NAD M-33 or Hegel H190


I love the convenience of my NAD M-33; it is the Swiss Army Knife of integrated amps. But ignoring the convenience for a moment, I feel I'm missing something in the music. Sound stage and imaging to be exact. The NAD is technically amazing, but the music somehow sounds "grey". I'm told the Hegel H190 will provide what I'm looking for but there is no way for me to preview the Hegel at this time. Should I trade my NAD M-33 for the Hegel? The complication in trading means I must buy a streamer for Tidal and the I/O on the Hegel is very minimal when compared to the NAD. For instance, I have two sets of speakers and the Hegel has only one set of speaker connections which means I must find some way to split the signal... Any thoughts on these issues would be appreciated. 

aldermine

As one moves up in higher quality audio equipment, the extra functions disappear. The emphasis becomes sound quality. Extra functions negatively impact sound quality. Tone controls, multiple functions in one box, and unnecessary functions are the realm of mid-fi. Twenty thousand dollar preamps do not have tone controls, or amps do not multiple amp outputs. So it is a question of what is important. Nothing wrong with having lots of functions, but there is a large cost to sound quality. Sound quality is secondary for 90 % of the folks out there. If you want great sound quality… then you are not going to get dual speaker outputs, tone controls, and lots of other stuff. It’s just a question of priorities..

You may be at the boundary of sound quality vs convenience. If you want to go forward, you may need to decide if the extra hassle of effort, cost, and research is worth it to achieve greater sound quality. I have been at this for fifty years. I have been reading, listening, and investing in single purpose components, increasing the sound quality of my system for decades. Perhaps this is just not your cup of tea. There is another way, Linn produces extremely high quality systems in a box. You can get a streamer, preamp, amp and even a phono stage all in one box (up to $34K… for a really high end solution). But, only two speaker outputs. Multiple speaker outputs is a low end feature.

I know little to nothing about amp design but I second @ghdprentice : the number of functions they jammed into one box is not conducive to better sound. 

we have sold both 

it depends on what youare looking for 

 

both are good if you want anaxremely musical integrated look at the unison research due plus a seperate streamer the due is a hybrid design so you are getting the warmth and musicality of tubes

 

Dave and Troy 

audio intellect nj

nad and unisin research dealer

I'm not sure I agree with your statement about I/O on high quality amps or combining multiple speakers @stuartk. Take a look at MAC and every other amp over $30,000 and you will find a huge number of options for multiple speakers, e.g. subs, midrange, etc. While less is sometimes more, agreed, it is not necessarily in this case a clear sign of superiority. 

@aldermine

You assert that "sound is really the point" yet you keep circling back to the need to run two speaker pairs. If in fact this is non-hegotiable, I don’t see how any amp will win you over on the basis of sound alone.

Why not simply search for integrateds that provide for two speaker pairs and then research their sonics? This seems the most logical course to me. Why make this more difficult than it has to be?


◆ Aim of the exercise:
Shown below is a listing with pictures; reproduce exactly, and only, the lines between the ones containing "Enumerate this screenshot's" and "Parse this screenshot: output", inclusive, leaving the pictures out.

◆ Entries supplied:
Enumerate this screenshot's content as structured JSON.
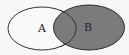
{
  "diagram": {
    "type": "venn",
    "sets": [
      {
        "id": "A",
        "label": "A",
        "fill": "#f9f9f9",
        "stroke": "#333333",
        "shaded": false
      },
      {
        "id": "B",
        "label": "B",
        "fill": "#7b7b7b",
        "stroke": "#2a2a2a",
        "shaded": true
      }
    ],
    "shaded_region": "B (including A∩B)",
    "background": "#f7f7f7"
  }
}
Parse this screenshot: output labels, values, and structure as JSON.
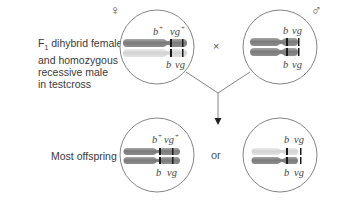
==
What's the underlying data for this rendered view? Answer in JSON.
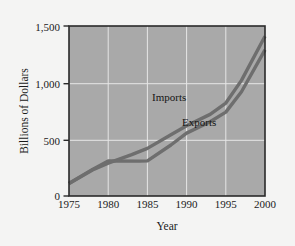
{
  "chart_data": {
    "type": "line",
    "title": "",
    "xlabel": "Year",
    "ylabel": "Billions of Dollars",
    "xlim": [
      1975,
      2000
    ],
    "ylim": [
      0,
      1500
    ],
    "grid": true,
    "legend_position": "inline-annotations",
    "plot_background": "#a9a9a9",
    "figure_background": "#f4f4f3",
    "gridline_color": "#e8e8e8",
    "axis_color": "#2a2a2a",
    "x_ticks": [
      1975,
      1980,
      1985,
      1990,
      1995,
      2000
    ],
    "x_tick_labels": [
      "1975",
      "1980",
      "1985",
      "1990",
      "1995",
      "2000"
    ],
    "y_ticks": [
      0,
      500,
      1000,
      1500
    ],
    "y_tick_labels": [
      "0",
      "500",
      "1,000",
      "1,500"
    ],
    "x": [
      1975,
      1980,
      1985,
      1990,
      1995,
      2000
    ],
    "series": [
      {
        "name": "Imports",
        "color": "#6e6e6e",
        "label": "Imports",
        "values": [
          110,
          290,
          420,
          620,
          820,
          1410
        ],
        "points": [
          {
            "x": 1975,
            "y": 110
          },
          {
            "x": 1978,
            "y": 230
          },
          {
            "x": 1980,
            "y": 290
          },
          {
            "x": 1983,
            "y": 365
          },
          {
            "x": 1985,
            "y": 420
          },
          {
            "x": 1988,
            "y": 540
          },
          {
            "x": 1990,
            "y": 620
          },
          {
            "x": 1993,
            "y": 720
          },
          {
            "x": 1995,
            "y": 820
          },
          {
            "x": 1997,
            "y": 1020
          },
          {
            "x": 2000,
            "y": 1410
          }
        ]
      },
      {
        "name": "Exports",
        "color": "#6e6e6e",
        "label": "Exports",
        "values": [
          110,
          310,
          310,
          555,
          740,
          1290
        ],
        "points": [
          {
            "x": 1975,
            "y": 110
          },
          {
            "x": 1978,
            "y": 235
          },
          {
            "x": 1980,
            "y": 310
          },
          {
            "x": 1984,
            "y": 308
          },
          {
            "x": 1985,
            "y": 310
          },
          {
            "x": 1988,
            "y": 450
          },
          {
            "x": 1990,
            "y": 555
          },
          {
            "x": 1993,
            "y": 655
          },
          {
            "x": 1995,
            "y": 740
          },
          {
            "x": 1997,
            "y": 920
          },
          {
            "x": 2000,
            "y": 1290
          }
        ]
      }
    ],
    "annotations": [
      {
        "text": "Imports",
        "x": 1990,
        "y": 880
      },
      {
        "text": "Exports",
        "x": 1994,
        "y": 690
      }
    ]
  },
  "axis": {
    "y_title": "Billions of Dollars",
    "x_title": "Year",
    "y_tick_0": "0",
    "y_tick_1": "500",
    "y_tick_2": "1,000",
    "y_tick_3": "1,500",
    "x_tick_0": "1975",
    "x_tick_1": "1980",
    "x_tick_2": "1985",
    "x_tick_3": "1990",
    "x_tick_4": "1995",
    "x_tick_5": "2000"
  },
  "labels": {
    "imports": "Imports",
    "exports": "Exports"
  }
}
* * *
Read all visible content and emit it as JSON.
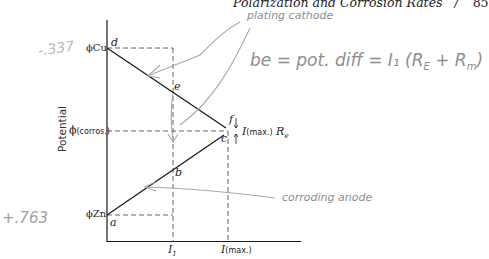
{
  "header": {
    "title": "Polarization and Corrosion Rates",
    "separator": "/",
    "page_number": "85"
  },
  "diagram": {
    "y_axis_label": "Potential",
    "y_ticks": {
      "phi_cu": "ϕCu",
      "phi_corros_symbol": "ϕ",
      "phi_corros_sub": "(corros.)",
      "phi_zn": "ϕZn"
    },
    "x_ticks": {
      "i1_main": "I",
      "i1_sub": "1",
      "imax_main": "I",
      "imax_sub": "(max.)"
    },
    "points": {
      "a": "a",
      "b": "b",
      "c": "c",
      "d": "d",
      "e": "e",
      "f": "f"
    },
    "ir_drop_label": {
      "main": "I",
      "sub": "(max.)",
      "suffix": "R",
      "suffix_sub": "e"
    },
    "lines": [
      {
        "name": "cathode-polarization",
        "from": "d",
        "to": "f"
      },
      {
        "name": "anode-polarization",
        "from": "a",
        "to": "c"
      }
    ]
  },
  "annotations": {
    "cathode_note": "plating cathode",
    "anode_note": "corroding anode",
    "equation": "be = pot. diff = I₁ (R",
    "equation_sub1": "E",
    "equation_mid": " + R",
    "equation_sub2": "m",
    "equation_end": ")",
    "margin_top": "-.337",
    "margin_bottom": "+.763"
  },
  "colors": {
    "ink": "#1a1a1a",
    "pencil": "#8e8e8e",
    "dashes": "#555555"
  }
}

◆ Written answer:
Enumerate this screenshot's content as structured JSON.
{
  "diagram": {
    "type": "venn",
    "sets": [
      {
        "id": "A",
        "label": "A",
        "fill": "#f9f9f9",
        "stroke": "#333333",
        "shaded": false
      },
      {
        "id": "B",
        "label": "B",
        "fill": "#7b7b7b",
        "stroke": "#2a2a2a",
        "shaded": true
      }
    ],
    "shaded_region": "B (including A∩B)",
    "background": "#f7f7f7"
  }
}
Parse this screenshot: output labels, values, and structure as JSON.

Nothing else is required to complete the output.